On the land, we finished the autumn clean-up in Arcola and started it in Villa. In Villa we also chopped down an old, diseased apple tree for fire wood. The wine had started fermenting with a bit of delay and therefore got slightly oxidized. So unfortunately it’s going to have rather too much volatile acidity (it’ll taste a bit vinegary in lay-speak), but should still just about be alright. The cider on the other hand smells divine, bubbling away in it’s demijohn.

One day we were both off sick after consuming some wild mushrooms, so for the time being I am banned by Susan to pick any more. They were of a variety that we had picked in previous years on our land and never had any problems with. In fact we had eaten the first ones on Saturday, but with a large armful of what I identified as Chanterelles from Villa (see photo above). The mushrooms in Arcola I had identified as Sheathed Woodtufts, which are described as good and edible. By Tuesday there were so many growing on our land, that I just couldn’t resist and fried some with the steak we were having that evening. I spent most that night on the toilet, whilst with Susan the effect arrived during the next day. Still, they tasted good… Either it was because of the much greater quantity consumed compared to the previous occasion, or that I did not cook them for as long as before. Saturday we stewed them in some milk and cream for a good while as a pasta sauce. Whichever way, it put us both off wild mushrooms for a wee while. We’re alive to tell the tale!

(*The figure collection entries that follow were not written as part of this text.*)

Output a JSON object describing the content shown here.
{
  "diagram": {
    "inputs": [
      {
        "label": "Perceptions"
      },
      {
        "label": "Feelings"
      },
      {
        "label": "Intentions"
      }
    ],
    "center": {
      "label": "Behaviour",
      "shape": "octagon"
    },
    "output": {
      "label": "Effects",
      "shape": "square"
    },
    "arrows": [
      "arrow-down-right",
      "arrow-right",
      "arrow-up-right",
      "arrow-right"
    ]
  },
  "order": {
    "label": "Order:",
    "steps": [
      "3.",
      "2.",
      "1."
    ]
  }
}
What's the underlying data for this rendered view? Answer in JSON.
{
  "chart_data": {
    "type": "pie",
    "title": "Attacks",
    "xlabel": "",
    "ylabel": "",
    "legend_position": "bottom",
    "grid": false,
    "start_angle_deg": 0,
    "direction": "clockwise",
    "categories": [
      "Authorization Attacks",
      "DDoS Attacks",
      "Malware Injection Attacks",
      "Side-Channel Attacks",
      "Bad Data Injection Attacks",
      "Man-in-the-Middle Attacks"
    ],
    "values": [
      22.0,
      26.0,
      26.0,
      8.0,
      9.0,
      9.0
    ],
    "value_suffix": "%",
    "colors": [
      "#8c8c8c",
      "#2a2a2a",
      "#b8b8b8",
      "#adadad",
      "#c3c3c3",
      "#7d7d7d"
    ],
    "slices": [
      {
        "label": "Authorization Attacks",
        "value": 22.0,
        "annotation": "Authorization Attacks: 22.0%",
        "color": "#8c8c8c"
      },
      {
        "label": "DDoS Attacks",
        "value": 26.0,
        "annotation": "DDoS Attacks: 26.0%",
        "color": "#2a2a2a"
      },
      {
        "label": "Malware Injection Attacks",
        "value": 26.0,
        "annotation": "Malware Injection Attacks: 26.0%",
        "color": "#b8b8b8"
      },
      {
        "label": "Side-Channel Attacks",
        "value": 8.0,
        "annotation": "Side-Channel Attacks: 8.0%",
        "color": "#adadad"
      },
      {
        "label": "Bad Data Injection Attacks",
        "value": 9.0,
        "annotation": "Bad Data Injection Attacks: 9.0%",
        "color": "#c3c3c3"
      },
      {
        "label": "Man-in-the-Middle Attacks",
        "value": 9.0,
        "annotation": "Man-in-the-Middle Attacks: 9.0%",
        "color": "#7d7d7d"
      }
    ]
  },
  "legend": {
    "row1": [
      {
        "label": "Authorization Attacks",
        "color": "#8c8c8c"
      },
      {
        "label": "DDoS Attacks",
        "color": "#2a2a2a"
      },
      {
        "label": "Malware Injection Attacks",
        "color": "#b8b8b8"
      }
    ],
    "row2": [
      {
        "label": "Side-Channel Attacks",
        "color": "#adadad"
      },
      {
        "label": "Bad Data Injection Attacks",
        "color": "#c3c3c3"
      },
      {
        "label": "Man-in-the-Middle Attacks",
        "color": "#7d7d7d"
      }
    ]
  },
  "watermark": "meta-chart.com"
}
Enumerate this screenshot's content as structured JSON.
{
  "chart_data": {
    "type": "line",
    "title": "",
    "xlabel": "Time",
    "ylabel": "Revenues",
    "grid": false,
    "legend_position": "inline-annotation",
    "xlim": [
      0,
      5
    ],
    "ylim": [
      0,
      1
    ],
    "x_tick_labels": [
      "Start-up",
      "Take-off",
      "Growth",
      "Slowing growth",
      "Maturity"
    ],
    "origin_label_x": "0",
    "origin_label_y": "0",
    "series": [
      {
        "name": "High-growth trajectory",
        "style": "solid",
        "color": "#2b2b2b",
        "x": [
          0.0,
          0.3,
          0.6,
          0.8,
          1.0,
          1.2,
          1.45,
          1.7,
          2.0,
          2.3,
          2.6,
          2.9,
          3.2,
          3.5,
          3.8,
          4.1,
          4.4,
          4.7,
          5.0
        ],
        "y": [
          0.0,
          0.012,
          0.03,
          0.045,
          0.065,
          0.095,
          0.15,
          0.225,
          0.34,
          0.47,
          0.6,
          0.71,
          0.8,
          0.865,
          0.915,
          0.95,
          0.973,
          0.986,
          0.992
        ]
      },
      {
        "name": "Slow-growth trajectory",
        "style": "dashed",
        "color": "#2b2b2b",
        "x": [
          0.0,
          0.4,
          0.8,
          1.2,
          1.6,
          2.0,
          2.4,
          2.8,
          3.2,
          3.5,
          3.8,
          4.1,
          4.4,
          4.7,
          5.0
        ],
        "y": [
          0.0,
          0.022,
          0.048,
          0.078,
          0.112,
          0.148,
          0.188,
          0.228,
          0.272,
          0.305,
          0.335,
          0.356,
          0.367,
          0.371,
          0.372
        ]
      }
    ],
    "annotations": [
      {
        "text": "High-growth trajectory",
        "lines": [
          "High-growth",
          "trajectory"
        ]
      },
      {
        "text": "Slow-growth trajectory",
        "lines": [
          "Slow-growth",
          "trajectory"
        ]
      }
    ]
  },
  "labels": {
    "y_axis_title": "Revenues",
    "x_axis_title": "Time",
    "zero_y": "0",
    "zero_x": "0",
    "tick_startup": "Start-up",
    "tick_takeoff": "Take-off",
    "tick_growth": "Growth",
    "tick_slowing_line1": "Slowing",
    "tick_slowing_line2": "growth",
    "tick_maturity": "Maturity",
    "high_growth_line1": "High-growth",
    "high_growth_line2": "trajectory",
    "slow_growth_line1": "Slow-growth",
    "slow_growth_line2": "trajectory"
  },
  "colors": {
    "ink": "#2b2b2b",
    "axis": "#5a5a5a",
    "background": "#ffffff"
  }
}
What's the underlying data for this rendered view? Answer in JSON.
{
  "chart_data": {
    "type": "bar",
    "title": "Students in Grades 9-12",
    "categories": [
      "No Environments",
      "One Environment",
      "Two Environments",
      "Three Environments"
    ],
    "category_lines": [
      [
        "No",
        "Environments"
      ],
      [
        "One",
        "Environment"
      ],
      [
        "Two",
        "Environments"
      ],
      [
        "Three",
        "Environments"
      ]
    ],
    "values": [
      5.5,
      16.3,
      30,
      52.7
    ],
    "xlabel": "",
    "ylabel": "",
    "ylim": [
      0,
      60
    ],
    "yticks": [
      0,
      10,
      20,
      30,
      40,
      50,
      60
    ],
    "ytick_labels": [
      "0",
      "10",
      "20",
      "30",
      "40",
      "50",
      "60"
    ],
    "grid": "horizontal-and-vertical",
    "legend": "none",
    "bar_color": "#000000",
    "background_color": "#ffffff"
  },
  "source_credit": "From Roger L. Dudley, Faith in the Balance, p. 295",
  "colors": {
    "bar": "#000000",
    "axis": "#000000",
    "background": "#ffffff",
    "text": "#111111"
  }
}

Frank our motozappa (plough) in the meantime had to go and meet Franco, the local ‘bicycle-and-small-machinery-repair-man’. The drive belt had apparently come off and needed to be tightened. For a good 45 minutes work Franco charged us all of €8. I know craftsmen in the UK don’t even get out of bed for that amount! So yesterday he (Frank that is) was put back into action to plough over a terrace in Arcola. Susan in the meantime gave the hornets in the hollow cherry tree their final eviction notice. Today we dug over the bed behind the former hornet’s nest and sowed some more peas. I know it’s not the right moon phase, but the soil is nicely wet now and I didn’t want to leave this job too long.